Allen Eaton

Allen Eaton, "champion of the arts in everyday life" and Ulmann trustee.

Allen Hendershott Eaton (1878-1962) graduated from the University of Oregon in 1902. Eaton played an important role in the development of the cultural community in Eugene. He opened the first book and art store in the city, organized its first art exhibition, and taught the University's first art appreciation class. He established the Oregon Collection, an important source of books by Oregonians and about Oregon. He was the youngest member of the Oregon Legislature, serving five terms as representative for Lane County.

In 1917 Eaton attended a meeting of the People's Council for Democracy and Terms of Peace in Chicago, which was associated with the IWW, and was opposed to war. Allen attended only as a representative for a region of upstate New York, declared in advance that he did not agree with the anti-war policies of the People's Council, and was outspoken in support of World War I.

Back in Eugene, Eaton's involvement with the People's Council was subsequently inflated by someone who had disagreed with Eaton's legislative activities. The smear campaign was successful. The Eugene Chamber of Commerce petitioned the University to dismiss Eaton from the faculty. The case came close to causing riots in Eugene, and was widely reported, reaching the national press through a letter to The Nation by Oswald Villard, son of Henry Villard, the railroad baron who was instrumental in keeping the University of Oregon alive in its early years. Although most of the faculty and UO President Prince Lucien Campbell supported Eaton, the Board of Regents agreed to accept his resignation.

Allen Eaton left Eugene immediately and did not return until the 1950s, when he received an honorary doctorate from the University of Oregon and gave a well-attended lecture.

Eaton became the foremost expert and advocate for American folk arts. His Handicrafts of the Southern Highlands is still considered the authoritative work on Appalachian crafts prior to 1935. He also remained a social activist, chronicling the activities of interned Japanese-Americans in Beauty behind Barbed Wire: The Arts of the Japanese in Our Relocation Camps.
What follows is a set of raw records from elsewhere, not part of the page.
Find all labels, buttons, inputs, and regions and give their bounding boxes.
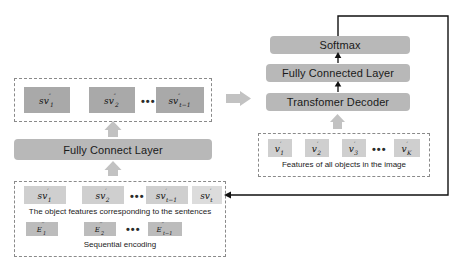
token-superscript: ′ (166, 187, 167, 194)
arrow-up-objects-to-decoder (330, 114, 345, 129)
token-sv2-tminus1: sv″t−1 (156, 87, 204, 113)
token-superscript: ″ (178, 92, 180, 99)
token-base: sv (96, 191, 106, 201)
token-superscript: ′ (47, 187, 48, 194)
token-superscript: ′ (105, 187, 106, 194)
token-subscript: 1 (50, 101, 54, 108)
token-subscript: t−1 (163, 230, 172, 236)
token-subscript: t−1 (179, 101, 190, 108)
arrow-up-input-to-fc (105, 161, 122, 176)
object-features-caption: Features of all objects in the image (258, 160, 430, 169)
token-base: sv (200, 191, 210, 201)
token-subscript: 3 (354, 149, 358, 156)
token-subscript: 2 (317, 149, 321, 156)
token-subscript: t−1 (166, 196, 177, 203)
token-subscript: t (210, 196, 212, 203)
token-superscript: ′ (317, 140, 318, 147)
token-e-1: E′′1 (26, 222, 58, 236)
token-base: E (157, 226, 162, 234)
token-subscript: 2 (106, 196, 110, 203)
arrow-up-decoder-to-fcl (335, 81, 342, 92)
left-output-ellipsis: ••• (141, 96, 156, 107)
token-base: sv (39, 96, 49, 106)
token-sv2-1: sv″1 (24, 87, 70, 113)
softmax-block[interactable]: Softmax (270, 36, 410, 54)
token-sv1-tminus1: sv′t−1 (146, 186, 188, 204)
transformer-decoder-block[interactable]: Transfomer Decoder (266, 93, 410, 111)
arrow-right-left-to-right (226, 91, 251, 106)
fully-connected-layer-block[interactable]: Fully Connected Layer (266, 64, 410, 82)
token-superscript: ′ (280, 140, 281, 147)
token-superscript: ″ (49, 92, 51, 99)
token-base: sv (168, 96, 178, 106)
left-sentence-ellipsis: ••• (130, 191, 145, 202)
token-v-3: v′3 (342, 139, 366, 157)
token-sv1-t: sv′t (192, 186, 222, 204)
token-superscript: ′′ (100, 221, 102, 227)
token-sv2-2: sv″2 (89, 87, 135, 113)
token-base: v (402, 144, 407, 154)
token-superscript: ′ (210, 187, 211, 194)
token-subscript: 1 (48, 196, 52, 203)
object-features-ellipsis: ••• (372, 144, 387, 155)
token-superscript: ′′ (42, 221, 44, 227)
arrow-up-fc-to-output (105, 121, 122, 137)
token-sv1-1: sv′1 (24, 186, 66, 204)
token-v-1: v′1 (268, 139, 292, 157)
sequential-encoding-caption: Sequential encoding (14, 240, 226, 249)
token-subscript: 2 (115, 101, 119, 108)
token-subscript: 2 (101, 230, 104, 236)
left-encoding-ellipsis: ••• (126, 224, 141, 235)
diagram-canvas: sv″1 sv″2 ••• sv″t−1 Fully Connect Layer… (0, 0, 465, 277)
left-fully-connect-layer[interactable]: Fully Connect Layer (14, 139, 212, 160)
token-base: sv (38, 191, 48, 201)
token-v-2: v′2 (305, 139, 329, 157)
token-subscript: 1 (280, 149, 284, 156)
token-superscript: ′ (354, 140, 355, 147)
token-superscript: ′ (407, 140, 408, 147)
token-subscript: 1 (43, 230, 46, 236)
token-sv1-2: sv′2 (82, 186, 124, 204)
token-base: E (37, 226, 42, 234)
token-base: sv (104, 96, 114, 106)
sentence-features-caption: The object features corresponding to the… (14, 207, 226, 216)
token-v-K: v′K (394, 139, 420, 157)
token-base: E (95, 226, 100, 234)
token-superscript: ′′ (162, 221, 164, 227)
token-base: sv (156, 191, 166, 201)
token-e-2: E′′2 (84, 222, 116, 236)
token-subscript: K (407, 149, 411, 156)
token-e-tminus1: E′′t−1 (148, 222, 182, 236)
token-superscript: ″ (114, 92, 116, 99)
He died in 1962, and his papers passed into a private collection.

As a trustee, Eaton was instrumental in bringing the Doris Ulmann archive to the University of Oregon, testimony that he retained his respect for the institution despite the circumstances that forced his precipitous departure.
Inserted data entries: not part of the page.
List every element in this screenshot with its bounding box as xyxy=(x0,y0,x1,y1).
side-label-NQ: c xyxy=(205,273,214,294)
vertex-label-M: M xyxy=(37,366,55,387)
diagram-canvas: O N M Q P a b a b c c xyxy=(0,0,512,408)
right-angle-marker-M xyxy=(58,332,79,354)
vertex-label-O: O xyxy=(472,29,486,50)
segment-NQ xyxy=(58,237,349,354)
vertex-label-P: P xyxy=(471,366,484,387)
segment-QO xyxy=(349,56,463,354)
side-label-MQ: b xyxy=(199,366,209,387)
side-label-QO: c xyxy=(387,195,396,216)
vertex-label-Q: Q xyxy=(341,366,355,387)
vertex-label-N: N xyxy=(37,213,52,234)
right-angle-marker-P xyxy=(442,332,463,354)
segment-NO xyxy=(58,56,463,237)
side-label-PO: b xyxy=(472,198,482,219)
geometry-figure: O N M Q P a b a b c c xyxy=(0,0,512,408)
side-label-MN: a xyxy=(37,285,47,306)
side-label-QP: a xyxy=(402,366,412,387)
Allen Eaton remembers Doris Ulmann

I became acquainted with Doris Ulmann in the late 1920's through a mutual friend, Clarence H. White, well-known American photographer. She had studied under White, and taught in his school of photography. We had other mutual friends--Frederick Goudy, who designed her books, and Bertha Goudy, who set some of the type for them, for Mrs. Ulmann was as particular about the quality of letter-press as she was of the printing of her negatives.
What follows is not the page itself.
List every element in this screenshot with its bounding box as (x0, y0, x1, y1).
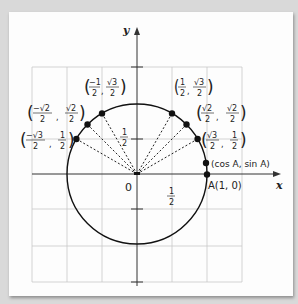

Through this mutual concern over graphic arts we became better acquainted, and I attended every exhibition I could in which she was represented. During one of these shows, about 1930, I spoke to her of the great contribution I felt she was to the art of photography. She replied, "I am of course glad to have people interested in my pictures as examples of the art of photography, but my great wish is that these human records shall serve some social purpose."

It was this conversation that led to the fortuitous combination of Mrs. Ulmann's graphic artistry with a study on the handicrafts of the southern highlands that I had begun under an arrangement with the Russell Sage Foundation.

Some years earlier, Mrs. Ulmann had herself gone into the mountains of southwestern Virginia and eastern Kentucky, securing fine studies of native peoples. Her eagerness to continue this work is unforgettable, and her pleasure at being able to combine her interest with the opportunity to photograph highlands handicraft workers was such that she offered to undertake the project at her own expense. She spent much time in the mountains in 1933 and 1934, and when she returned, ill, to New York in the late summer of 1934 there were over 2,000 undeveloped plates at hand.

While to many her portraits of the southern highlanders will always be Doris Ulmann's outstanding achievement, they constitute only a portion of her work. She photographed world figures, authors, artists, musicians. Three books of portraits were published. Perhaps the most familiar work to the general public is the group illustrations in Roll, Jordan Roll, the text by Julia Peterkin.

Prints of her most important subjects were bequeathed by her to Berea College, Berea, Kentucky. After Mrs. Ulmann's death in 1934, practically everything in her studio except the equipment was transferred to a room in the Columbia University Library. During the next five or six years the collection was organized, undeveloped negatives processed, prints made and distributed, and albums prepared as a key to the whole. This work was under the auspices of the Doris Ulmann Foundation, whose members were Mrs. Olive D. Campbell, Helen H. Dingman, Henry L. Necarsulmer, John Jacob Niles, and Allen H. Eaton.

Until 1952 when the University of Oregon expressed, as the Quakers put it, "a concern" over this collection, there seemed no institution that would agree to keep the negatives intact. There were plenty of institutions which would have been lad to take sections of the negatives and prints, but the aim of the Foundation was preservation of the whole.

The University of Oregon Library had become, by 1952, an important conservator of records of human culture, with a rather special interest in American photography. The Library also had adequate facilities for the care of negatives, even in bulk. The surviving members of the Foundation approved the transfer of the Ulmann negatives to the west coast. The number of negatives was reduced for practical purposes, but the albums, constituting the entire collection of prints, were included in the transfer, so that the complete representation of Doris Ulmann's photographic work is on permanent deposit at Oregon.